As
Obama
Taps Cordray Over Warren for CFPB, Retreat From Protection on
Mergers Like Capital One's?
By
Matthew
R. Lee
SOUTH
BRONX,
July 17 -- On July 21 the Consumer Financial Protection Bureau
takes responsibility for complaints against the large banks which
caused the global financial meltdown with their murky trade in
predatory loans.
On
July 17
President Obama moved to nominate to head the agency not its founder
Elizabeth Warren but former Ohio Attorney General Richard Cordray,
who is said to have displayed a lack of commitment to go after large
banks, at least when they merge.
Back
in April
Inner City Press covered, and this
author was on a three person panel
with, Cordray on the topic of the CFPB, including how it is make sure
that the consumer complaint information is becomes in charge of is
considered when banks apply to regulatory approval for mergers,
including review under the Community Reinvestment Act.
Cordray
dodged
the question, finally saying it could be dealt with down the road. By
contrast on a conference call Warren answered a question posed by
Inner City Press about the relation of the Bureau's complaint data
base and CRA review of mergers by the Federal Reserve Board and other
regulators by saying this would have to be addressed. Now, will it
be?
An
upcoming
example is the proposal by Capital One, the credit card company with
a slew of consumer complaints against it including the credit score
floor to its Federal Housing Administration lending, to acquire the
Internet
bank ING Direct for $9 billion and move into the top five owners of
US consumers' deposits, according to SNL Financial.
While
Capital One
will not be applying to the CFPB for the required approvals, if the
CFPB does not make sure the consumer issues are part of the merger
review, things will have gotten worse than before the CFPB was
created as part of the Dodd Frank Act.
One
wonders if
these questions will even be raised as Cordray is presented by the
White House on July 18, and then for Senate confirmation. Watch this
site.
* * *
IMF
Promotes
Bank
Mergers,
Says Bigger is Better, Politics &
Portugal Dodged
By
Matthew
Russell
Lee
WASHINGTON
DC,
April
15
-- The International
Monetary
Fund is unabashedly
promoting the takeover of small banks by large ones, claiming that
its own work in “Emerging Europe” since the financial meltdown
shows that communities are better served by large banks, even if
based far away or in other countries.
IMF
European
Department Director Antonio Borges told reporters on Friday that
Belgium was smart to have pushed Fortis to being acquired by BNP
Paribas. He urged more such mergers.
Inner
City
Press
asked
Borges if the IMF proposed any safeguards at all, given that
concerns exist that when a local bank is acquired by one based far
away, there will be less reinvestment and accountability.
Borges,
while
calling
this
an “interesting question,” bragged that the IMF
organized a coordinated effort to get large banks to treat
communities, particularly in Emerging Europe, fairly, and that this
had worked. See IMF
transcript, below.
Borges, invisible hand and safeguards on mergers not shown
Inner
City
Press
began
to ask about attempts to encourage or require reinvestment, for
example in the UK -- but moderator Simonetta Nardin said there was no
time for follow up questions.
Meanwhile,
Borges
took
but
refused to answer two questions about Portugal, citing an
IMF policy against officials working on their own countries, and also
claiming that the IMF does not get involved in politics. What --
encouraging bank mergers is not political? Watch this site.
From the IMF's
transcript:
Inner
City
Press:
you seem to be saying that bank mergers—small banks
being bought by big ones sort of unqualifiedly may be a good thing.
In some countries people think that local banks are more accountable,
that if you move the assets to a faraway headquarters that there's
less responsive. What do you say to that critique and is that
something that the IMF takes any account of?
MR.
BORGES:
you
ask a very interesting question, because this is a
problem we were faced with over the last few years. In many of the
countries of emerging Europe, you find banks that actually are owned
by other banks elsewhere and there were concerns that, as there might
be problems in the domestic countries of those banks that assets
would be pulled out from emerging Europe and they might suffer. And
the Fund, the IMF, invested quite a bit of effort to organize a
coordinated effort on the part of all these banks to behave in the
best possible interests of those economies, and I must say this was
quite successful, because as a result, these countries are now
recovering very well and their banks are operating well. So, if
anything, the experience of emerging Europe demonstrates that having
large, solid banks operate in your country may be an important source
of stability if things are properly managed.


EXERCISE OBJECTIVE:
Could the records below be restated word for word, without a single picture?

Stored items
****
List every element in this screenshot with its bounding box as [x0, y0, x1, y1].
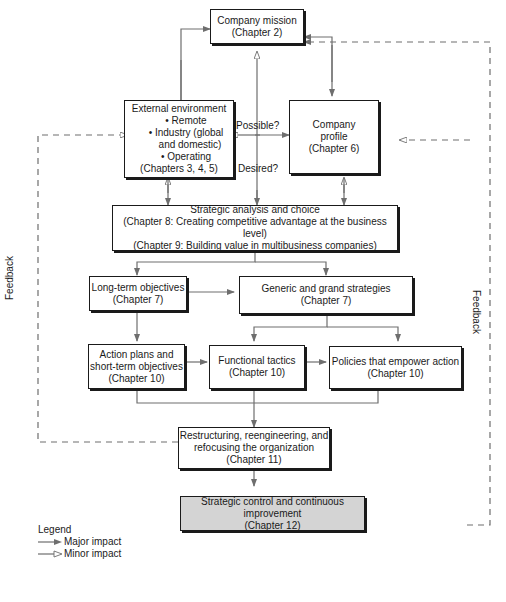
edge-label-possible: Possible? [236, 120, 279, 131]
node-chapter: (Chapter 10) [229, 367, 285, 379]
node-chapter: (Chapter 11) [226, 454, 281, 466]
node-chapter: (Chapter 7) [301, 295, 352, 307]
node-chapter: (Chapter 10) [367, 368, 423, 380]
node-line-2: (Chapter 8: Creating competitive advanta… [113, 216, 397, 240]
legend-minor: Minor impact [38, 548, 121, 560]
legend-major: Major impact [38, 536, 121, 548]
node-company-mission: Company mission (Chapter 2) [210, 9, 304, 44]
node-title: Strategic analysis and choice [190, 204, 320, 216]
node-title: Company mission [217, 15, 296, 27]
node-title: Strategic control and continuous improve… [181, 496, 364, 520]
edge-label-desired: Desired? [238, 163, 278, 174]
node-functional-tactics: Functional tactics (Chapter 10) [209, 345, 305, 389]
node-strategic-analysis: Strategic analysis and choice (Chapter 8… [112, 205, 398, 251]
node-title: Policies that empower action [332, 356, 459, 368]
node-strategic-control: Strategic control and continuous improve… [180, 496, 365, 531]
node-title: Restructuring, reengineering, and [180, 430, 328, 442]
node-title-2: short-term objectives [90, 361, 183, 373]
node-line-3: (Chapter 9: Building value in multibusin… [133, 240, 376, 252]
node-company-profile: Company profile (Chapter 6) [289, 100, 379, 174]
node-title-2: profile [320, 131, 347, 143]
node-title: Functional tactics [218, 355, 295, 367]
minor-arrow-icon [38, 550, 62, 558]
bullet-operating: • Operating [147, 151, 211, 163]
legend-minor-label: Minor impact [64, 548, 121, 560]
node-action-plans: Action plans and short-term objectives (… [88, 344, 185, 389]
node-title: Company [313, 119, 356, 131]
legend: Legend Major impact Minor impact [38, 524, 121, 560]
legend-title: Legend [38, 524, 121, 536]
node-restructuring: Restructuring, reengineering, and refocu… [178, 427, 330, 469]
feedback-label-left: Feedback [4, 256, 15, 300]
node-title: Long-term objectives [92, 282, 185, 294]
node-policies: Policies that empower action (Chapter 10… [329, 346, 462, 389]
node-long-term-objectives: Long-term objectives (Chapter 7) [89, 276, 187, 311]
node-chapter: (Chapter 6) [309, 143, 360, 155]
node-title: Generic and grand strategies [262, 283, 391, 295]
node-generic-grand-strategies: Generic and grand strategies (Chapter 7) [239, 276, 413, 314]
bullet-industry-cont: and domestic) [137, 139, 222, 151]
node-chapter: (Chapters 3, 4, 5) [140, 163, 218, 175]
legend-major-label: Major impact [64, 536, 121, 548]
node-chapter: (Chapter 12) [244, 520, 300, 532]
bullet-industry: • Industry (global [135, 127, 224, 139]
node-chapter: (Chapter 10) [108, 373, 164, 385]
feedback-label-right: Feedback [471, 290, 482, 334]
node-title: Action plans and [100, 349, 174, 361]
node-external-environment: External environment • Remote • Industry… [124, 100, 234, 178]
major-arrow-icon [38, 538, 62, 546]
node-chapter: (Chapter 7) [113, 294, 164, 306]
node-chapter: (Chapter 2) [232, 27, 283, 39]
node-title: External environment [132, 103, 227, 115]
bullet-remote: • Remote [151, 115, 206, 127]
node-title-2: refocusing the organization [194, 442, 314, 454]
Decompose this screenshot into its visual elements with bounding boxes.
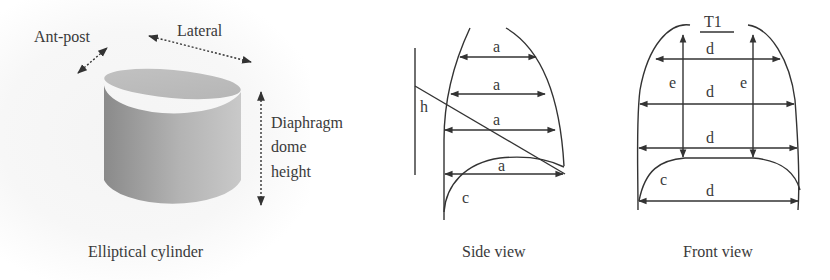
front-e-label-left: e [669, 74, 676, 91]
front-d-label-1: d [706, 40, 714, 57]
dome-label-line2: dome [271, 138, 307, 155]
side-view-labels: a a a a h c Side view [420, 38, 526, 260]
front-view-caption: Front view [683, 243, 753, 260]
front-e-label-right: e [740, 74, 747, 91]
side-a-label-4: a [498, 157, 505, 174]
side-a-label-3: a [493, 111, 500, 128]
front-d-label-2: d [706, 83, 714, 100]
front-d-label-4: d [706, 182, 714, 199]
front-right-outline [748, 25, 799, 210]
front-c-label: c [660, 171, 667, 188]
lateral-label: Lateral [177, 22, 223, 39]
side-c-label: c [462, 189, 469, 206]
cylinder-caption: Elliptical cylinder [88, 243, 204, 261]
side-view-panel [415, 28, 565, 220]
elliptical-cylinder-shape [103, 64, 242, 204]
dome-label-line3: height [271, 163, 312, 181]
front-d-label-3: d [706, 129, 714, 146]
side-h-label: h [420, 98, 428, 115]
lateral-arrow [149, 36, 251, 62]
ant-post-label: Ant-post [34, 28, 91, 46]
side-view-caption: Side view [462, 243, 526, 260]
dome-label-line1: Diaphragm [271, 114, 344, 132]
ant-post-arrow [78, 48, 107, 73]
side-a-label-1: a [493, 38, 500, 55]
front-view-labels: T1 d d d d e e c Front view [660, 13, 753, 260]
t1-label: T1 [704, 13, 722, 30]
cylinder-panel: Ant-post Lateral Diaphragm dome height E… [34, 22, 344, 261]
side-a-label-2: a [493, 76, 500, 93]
****
RESULT OF THIS EXERCISE:
List every element in this screenshot with its bounding box as [x0, y0, x1, y1].
edge-label-possible: Possible? [236, 120, 279, 131]
node-chapter: (Chapter 10) [229, 367, 285, 379]
node-chapter: (Chapter 11) [226, 454, 281, 466]
node-chapter: (Chapter 7) [301, 295, 352, 307]
node-chapter: (Chapter 10) [367, 368, 423, 380]
node-line-2: (Chapter 8: Creating competitive advanta… [113, 216, 397, 240]
legend-minor: Minor impact [38, 548, 121, 560]
legend-major: Major impact [38, 536, 121, 548]
node-company-mission: Company mission (Chapter 2) [210, 9, 304, 44]
node-title: Strategic analysis and choice [190, 204, 320, 216]
node-title: Company mission [217, 15, 296, 27]
node-title: Strategic control and continuous improve… [181, 496, 364, 520]
edge-label-desired: Desired? [238, 163, 278, 174]
node-functional-tactics: Functional tactics (Chapter 10) [209, 345, 305, 389]
node-strategic-analysis: Strategic analysis and choice (Chapter 8… [112, 205, 398, 251]
node-title: Policies that empower action [332, 356, 459, 368]
node-strategic-control: Strategic control and continuous improve… [180, 496, 365, 531]
node-title: Restructuring, reengineering, and [180, 430, 328, 442]
node-title-2: short-term objectives [90, 361, 183, 373]
node-line-3: (Chapter 9: Building value in multibusin… [133, 240, 376, 252]
node-company-profile: Company profile (Chapter 6) [289, 100, 379, 174]
node-title-2: profile [320, 131, 347, 143]
node-title: Functional tactics [218, 355, 295, 367]
minor-arrow-icon [38, 550, 62, 558]
bullet-operating: • Operating [147, 151, 211, 163]
legend-minor-label: Minor impact [64, 548, 121, 560]
node-action-plans: Action plans and short-term objectives (… [88, 344, 185, 389]
node-title: Company [313, 119, 356, 131]
legend: Legend Major impact Minor impact [38, 524, 121, 560]
legend-title: Legend [38, 524, 121, 536]
node-restructuring: Restructuring, reengineering, and refocu… [178, 427, 330, 469]
feedback-label-left: Feedback [4, 256, 15, 300]
node-title: Long-term objectives [92, 282, 185, 294]
node-policies: Policies that empower action (Chapter 10… [329, 346, 462, 389]
node-long-term-objectives: Long-term objectives (Chapter 7) [89, 276, 187, 311]
node-chapter: (Chapter 6) [309, 143, 360, 155]
node-title: Generic and grand strategies [262, 283, 391, 295]
node-generic-grand-strategies: Generic and grand strategies (Chapter 7) [239, 276, 413, 314]
bullet-industry-cont: and domestic) [137, 139, 222, 151]
node-chapter: (Chapters 3, 4, 5) [140, 163, 218, 175]
legend-major-label: Major impact [64, 536, 121, 548]
node-chapter: (Chapter 12) [244, 520, 300, 532]
bullet-industry: • Industry (global [135, 127, 224, 139]
node-chapter: (Chapter 10) [108, 373, 164, 385]
feedback-label-right: Feedback [471, 290, 482, 334]
node-title: Action plans and [100, 349, 174, 361]
node-external-environment: External environment • Remote • Industry… [124, 100, 234, 178]
major-arrow-icon [38, 538, 62, 546]
node-chapter: (Chapter 7) [113, 294, 164, 306]
node-chapter: (Chapter 2) [232, 27, 283, 39]
node-title: External environment [132, 103, 227, 115]
bullet-remote: • Remote [151, 115, 206, 127]
node-title-2: refocusing the organization [194, 442, 314, 454]
Decompose this screenshot into its visual elements with bounding boxes.
front-e-label-left: e [669, 74, 676, 91]
front-d-label-1: d [706, 40, 714, 57]
dome-label-line2: dome [271, 138, 307, 155]
side-view-labels: a a a a h c Side view [420, 38, 526, 260]
front-view-caption: Front view [683, 243, 753, 260]
front-e-label-right: e [740, 74, 747, 91]
side-a-label-4: a [498, 157, 505, 174]
side-a-label-3: a [493, 111, 500, 128]
front-d-label-2: d [706, 83, 714, 100]
front-d-label-4: d [706, 182, 714, 199]
front-right-outline [748, 25, 799, 210]
front-c-label: c [660, 171, 667, 188]
lateral-label: Lateral [177, 22, 223, 39]
side-c-label: c [462, 189, 469, 206]
cylinder-caption: Elliptical cylinder [88, 243, 204, 261]
side-view-panel [415, 28, 565, 220]
elliptical-cylinder-shape [103, 64, 242, 204]
dome-label-line3: height [271, 163, 312, 181]
front-d-label-3: d [706, 129, 714, 146]
side-h-label: h [420, 98, 428, 115]
lateral-arrow [149, 36, 251, 62]
ant-post-label: Ant-post [34, 28, 91, 46]
side-view-caption: Side view [462, 243, 526, 260]
dome-label-line1: Diaphragm [271, 114, 344, 132]
ant-post-arrow [78, 48, 107, 73]
side-a-label-1: a [493, 38, 500, 55]
front-view-labels: T1 d d d d e e c Front view [660, 13, 753, 260]
t1-label: T1 [704, 13, 722, 30]
cylinder-panel: Ant-post Lateral Diaphragm dome height E… [34, 22, 344, 261]
side-a-label-2: a [493, 76, 500, 93]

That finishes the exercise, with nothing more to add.